Nonetheless, this methodology has some weak points. With new type of products for the organization, it is complicated to have an efficient checklist that revises the necessary elements and doesn’t add irrelevant work packages. The method adds distance between the project team and the client, since the requirements of the client changes, bringing less value when the product is finally ready. These flaws are easier to be identified in a pure software product such as a website. That is when a group of IT developers gathered and defined the values and principles of agile.

Agile

Agile methodology started in the software industry. Developers were having problems to define the gates for totally new products (particularly the intangible aspect). Asking the client wasn’t an option neither because they were not familiarized with this. The agile methodology is very well described within the “Manifesto for Agile Software Development”:

  • Individuals and interactions over processes and tools
  • Working software over comprehensive documentation
  • Customer collaboration over contract negotiation
  • Responding to change over following a plan

In order to diminish the uncertainty, agile proposes shorter development cycles, by establishing and prioritizing requirements. Once these requirements are fulfilled, the client tries the product. The client in a conscious or unconscious way will give feedback to the team, this being the inputs for defining a new round of requirements. It is important to add that this is done in a diverse team from different areas rather than a particular department.
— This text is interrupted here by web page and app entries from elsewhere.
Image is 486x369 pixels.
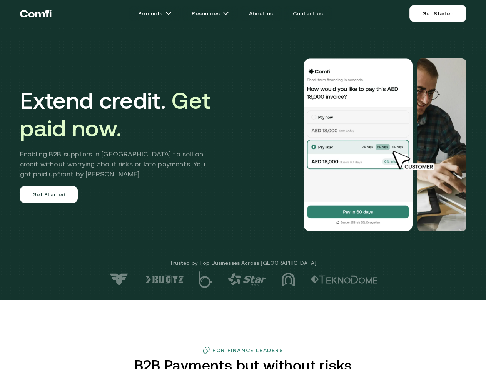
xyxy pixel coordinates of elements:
img: cursor [386,150,443,172]
img: logo-5 [199,272,212,288]
img: logo-6 [145,275,183,284]
h2: Enabling B2B suppliers in [GEOGRAPHIC_DATA] to sell on credit without worrying about risks or lat... [20,149,217,179]
img: Would you like to pay this AED 18,000.00 invoice? [302,58,414,232]
h3: For Finance Leaders [212,347,283,353]
a: About us [240,6,282,21]
a: Productsarrow icons [129,6,181,21]
a: Get Started [409,5,466,22]
img: logo-4 [228,273,266,286]
a: Contact us [283,6,332,21]
a: Return to the top of the Comfi home page [20,2,52,25]
img: Would you like to pay this AED 18,000.00 invoice? [417,58,466,232]
img: arrow icons [223,10,229,17]
img: logo-7 [108,273,130,286]
img: arrow icons [165,10,172,17]
img: finance [202,347,210,354]
img: logo-3 [282,273,295,287]
img: logo-2 [310,275,378,284]
a: Resourcesarrow icons [182,6,238,21]
h1: Extend credit. [20,87,217,142]
a: Get Started [20,186,78,203]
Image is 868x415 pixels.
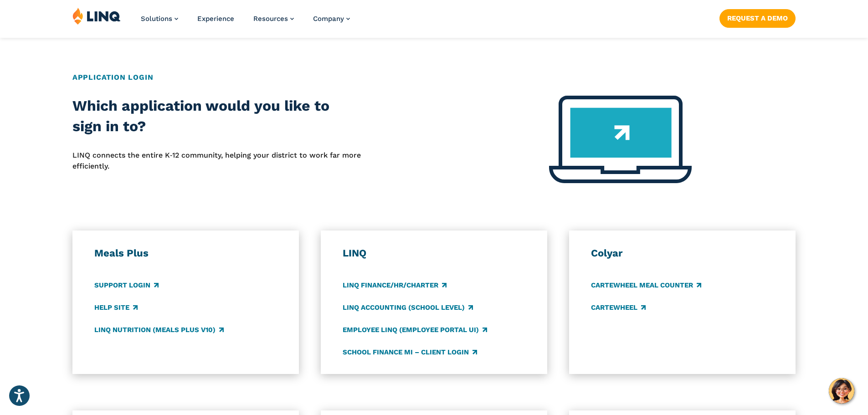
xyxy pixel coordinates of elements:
a: Company [313,15,350,23]
p: LINQ connects the entire K‑12 community, helping your district to work far more efficiently. [72,150,362,172]
span: Resources [253,15,288,23]
h3: LINQ [343,247,526,260]
img: LINQ | K‑12 Software [72,7,121,25]
span: Company [313,15,344,23]
a: Solutions [141,15,178,23]
a: CARTEWHEEL Meal Counter [591,280,702,290]
h2: Application Login [72,72,796,83]
a: LINQ Nutrition (Meals Plus v10) [94,325,224,335]
nav: Primary Navigation [141,7,350,38]
span: Solutions [141,15,172,23]
a: CARTEWHEEL [591,303,646,313]
a: Request a Demo [720,9,796,28]
a: LINQ Finance/HR/Charter [343,280,447,290]
h3: Meals Plus [94,247,278,260]
a: Support Login [94,280,159,290]
a: Resources [253,15,294,23]
a: School Finance MI – Client Login [343,347,477,357]
a: Experience [198,15,234,23]
button: Hello, have a question? Let’s chat. [829,378,854,404]
a: Employee LINQ (Employee Portal UI) [343,325,488,335]
a: Help Site [94,303,138,313]
h2: Which application would you like to sign in to? [72,96,362,137]
a: LINQ Accounting (school level) [343,303,473,313]
h3: Colyar [591,247,774,260]
nav: Button Navigation [720,7,796,28]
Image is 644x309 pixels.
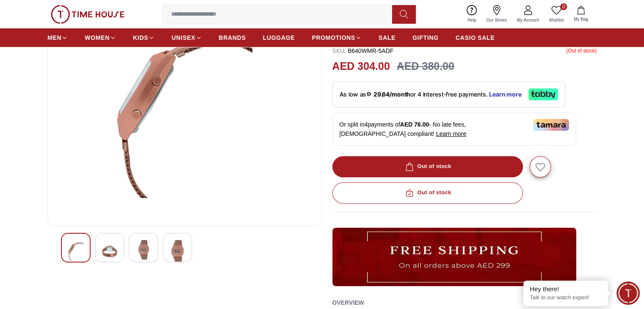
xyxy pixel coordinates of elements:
[617,282,640,305] div: Chat Widget
[456,33,495,42] span: CASIO SALE
[219,33,246,42] span: BRANDS
[171,33,195,42] span: UNISEX
[219,30,246,45] a: BRANDS
[102,240,117,263] img: CASIO Unisex's Digital Rose Gold Dial Watch - B640WMR-5ADF
[133,30,154,45] a: KIDS
[533,119,569,131] img: Tamara
[436,131,467,137] span: Learn more
[332,58,390,75] h2: AED 304.00
[85,30,116,45] a: WOMEN
[412,30,439,45] a: GIFTING
[566,46,597,55] p: ( Out of stock )
[47,33,61,42] span: MEN
[464,17,480,23] span: Help
[560,3,567,10] span: 0
[136,240,151,260] img: CASIO Unisex's Digital Rose Gold Dial Watch - B640WMR-5ADF
[546,17,567,23] span: Wishlist
[55,15,315,219] img: CASIO Unisex's Digital Rose Gold Dial Watch - B640WMR-5ADF
[312,30,362,45] a: PROMOTIONS
[171,30,202,45] a: UNISEX
[462,3,481,25] a: Help
[456,30,495,45] a: CASIO SALE
[529,285,602,294] div: Hey there!
[332,113,576,146] div: Or split in 4 payments of - No late fees, [DEMOGRAPHIC_DATA] compliant!
[529,295,602,302] p: Talk to our watch expert!
[481,3,512,25] a: Our Stores
[483,17,510,23] span: Our Stores
[263,30,295,45] a: LUGGAGE
[51,5,125,24] img: ...
[544,3,569,25] a: 0Wishlist
[379,30,395,45] a: SALE
[570,16,591,22] span: My Bag
[170,240,185,263] img: CASIO Unisex's Digital Rose Gold Dial Watch - B640WMR-5ADF
[379,33,395,42] span: SALE
[47,30,68,45] a: MEN
[312,33,355,42] span: PROMOTIONS
[412,33,439,42] span: GIFTING
[263,33,295,42] span: LUGGAGE
[514,17,542,23] span: My Account
[332,46,393,55] p: B640WMR-5ADF
[396,58,454,75] h3: AED 380.00
[569,4,593,24] button: My Bag
[400,121,429,128] span: AED 76.00
[85,33,110,42] span: WOMEN
[332,297,364,309] h2: Overview
[332,47,346,54] span: SKU :
[332,228,576,287] img: ...
[68,240,83,263] img: CASIO Unisex's Digital Rose Gold Dial Watch - B640WMR-5ADF
[133,33,148,42] span: KIDS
“Speeds always wins” is a common phrase within the agile methodology. Agile is all about decreasing the uncertainty of a new product and by constantly bringing, testing and receiving feedback from the final client, this is achieved. Nevertheless, it is highly relevant to always include crucial requirements, more precisely the ones that are related to safety for the end user. This can’t be never skipped or depreciated.

Unfortunately, agile has also some disadvantages. For products that the organization has much knowledge, the team can fall in the trap of “re-inventing the wheel”, instead of leveraging existing know-how and resources. Other issue can be within this mindset of getting things done as fast as possible, can create pressure in the team and forget of essential requirements such as regulations even safety for the user.

Agile in the manufacturing shop floor

Within this phenomenon of the merge of the IT and OT in the manufacturing shop floor, the United Manufacturing Hub recommends applying the best of both worlds in the development and delivery of IIoT projects in the shop floor.

Context: An IoT engineer is developing a project in a production area where several machines, workstations and operators are collaborating. Production, quality and infrastructure department are struggling with their KPI’s.

PitfallDescriptionAgile recommended tool
IoT engineer Vs the worldEach department demanding many and complicated requirements, not supporting activities nor sharing knowledge to the projectcross-functional team, empowering the developer as well sharing the responsibility with the final user and client
Infinite To-do listTasks are opened by the team members and written down by the IoT engineer in an excel file.Kanban board - visual manner to organize tasks, responsibility and the status of it. Helpful to the team to support each other
In search of the “perfect” projectTeam works to bring the perfect project, with very sophisticated (and expensive) sensors and/or highly complex data extraction and contextualization in order to solve all the possible problems. Project budget on the roof and the project is delivered with many delays. At the end, half of the sensors do not bring significant correlation to the problems.MVP - define together most important variables. Test fast and validate hypothesis. Improve to MVP2, while MVP1 is already bringing savings in the production shop floor

Conclusion

Depending on your background and the role of your organization, try to take the best of each part of the IT/OT world to your team and your IIoT projects to develop. There is much to learn, but don’t feel overwhelmed. Leverage this opportunity (and your colleagues) to learn from each other in order to become a more holistic engineer.